Tale of Two Cities

To borrow a title from Charles Dickens, our Gospel passage today could easily be referred to as “A Tale of Two Cities”.  One city was Samaria, the other Jerusalem.

Both were cities in Israel, but there was deep religious hatred between them because the Jews in Samaria had intermarried with those non-Jews who had conquered them years earlier. Samaria had become a melting pot of different cults and customs.  Jews despised Samaritans as a stain on their country.

To make matters worse, Samaria was geographically situated right in the middle of Israel. If the Northern Jews wanted to travel South, they had to passed through Samaria, which often created hostile situations.  If they went around it, the journey was twice as long.

The other city, Jerusalem, was Jesus’ destiny, the place of his suffering, death, and resurrection.  In our gospel today, Jesus makes that final and decisive turn towards Jerusalem, and in doing so, enters willingly, courageously, and lovingly into totally fulfilling God’s plan of salvation for us.

Our own spiritual lives could be compared to a tale of two cities as well.  There’s both a Samaria and a Jerusalem within each of us.

Samaria is that part of our life where we’re not our best,

  • where life is messy and relationships are strained,
  • where our thoughts and motives sometimes go in the wrong direction.

Samaria is the place in our hearts that needs Jesus’ to pass through it with his healing power and peaceful presence.

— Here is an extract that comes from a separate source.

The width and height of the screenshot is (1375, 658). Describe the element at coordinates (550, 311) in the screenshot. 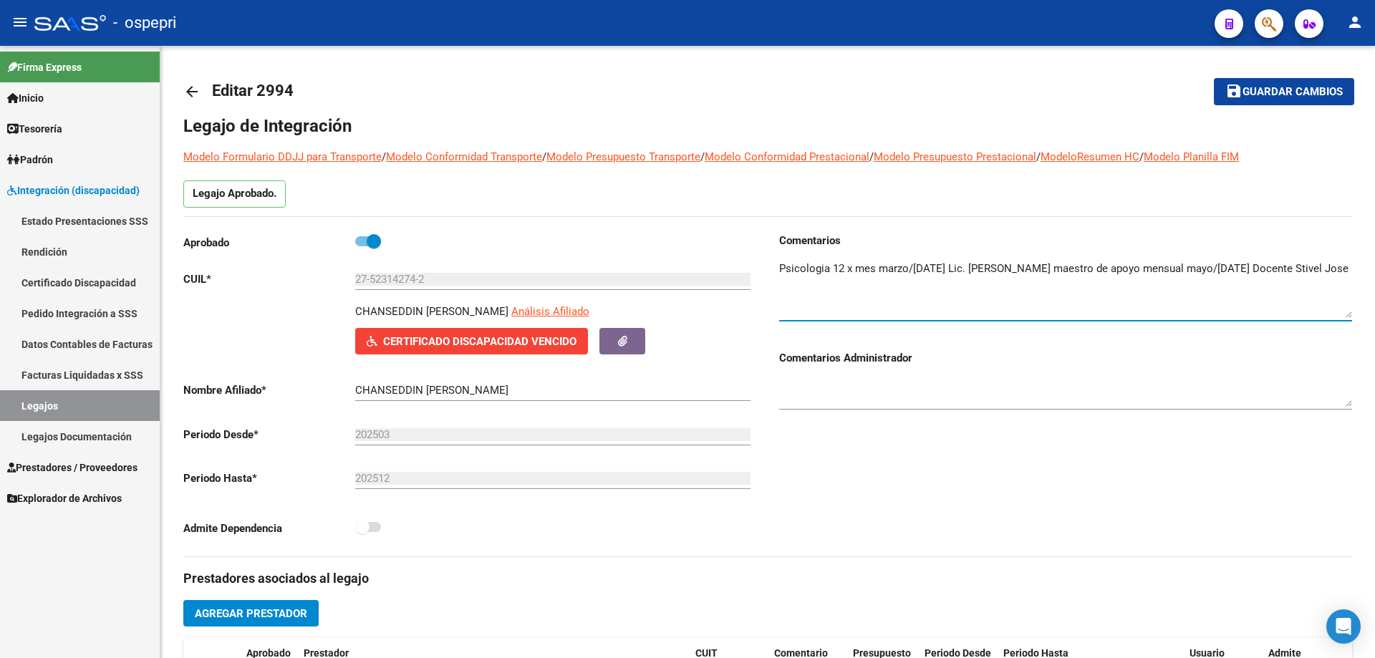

The Jerusalem part of our lives is where we desire to be Christ’s faithful followers.  We want to be with Jesus, serve him, and learn from his example that the path to eternal glory and happiness is through suffering.

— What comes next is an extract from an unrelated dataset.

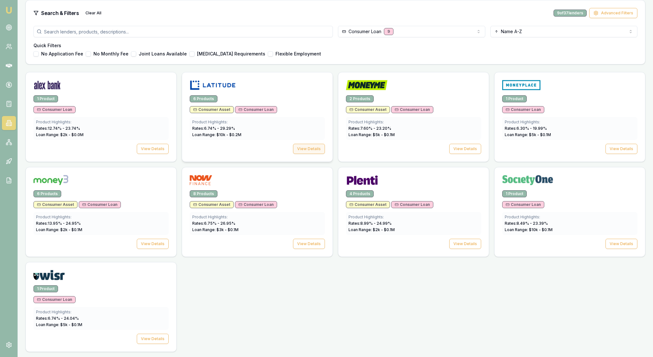  I want to click on span: Rates: 6.74 % - 29.29 %, so click(214, 128).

Today we remember St. Jerome who was born in 345 A.D.  His greatest quality, that Jerusalem part of him, was his desire to study theology after his baptism as a young man in order that his faith could grow.  Seeking a way to get closer to God, he moved to the desert to live the life of a hermit.  In that quiet place, he wrote a series of religious writings.  His greatest work was his translation of the Bible into Latin. This is still, over 2,000 years later, the Church’s official Latin translation of the Bible.  He died in 420 and was declared a Doctor of the Church in 1298.  His most famous quote is: “Ignorance of scripture is ignorance of Christ.”

And what of his Samaritan side?  History tells us that St. Jerome had a very bad temper!  If someone taught an error about God, Jerome went after him with his mighty pen.

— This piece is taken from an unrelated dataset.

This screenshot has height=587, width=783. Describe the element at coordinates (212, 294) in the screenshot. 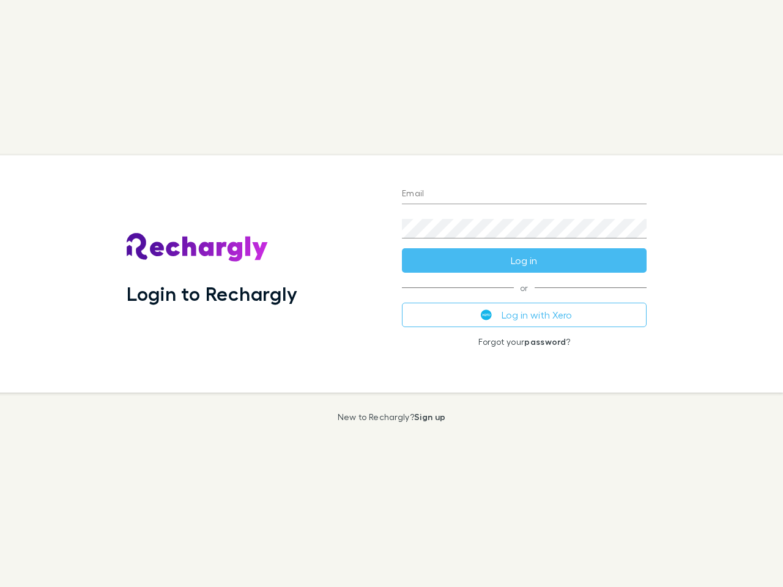

I see `h1: Login to Rechargly` at that location.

As the cities of Samaria and Jerusalem were at odds with one another, we are often at odds within ourselves.  We want to be Christ’s followers, but we don’t always measure up to that ideal.  That is the time we turn to Jesus with trust and ask him to walk with us on our journey.

Finally, may we remember with hope that Scripture tells us even Samaria gave us the Samaritan Woman whose heart was changed, the Good Samaritan who showed great charity, and the one Samaritan leper who returned to give Jesus thanks.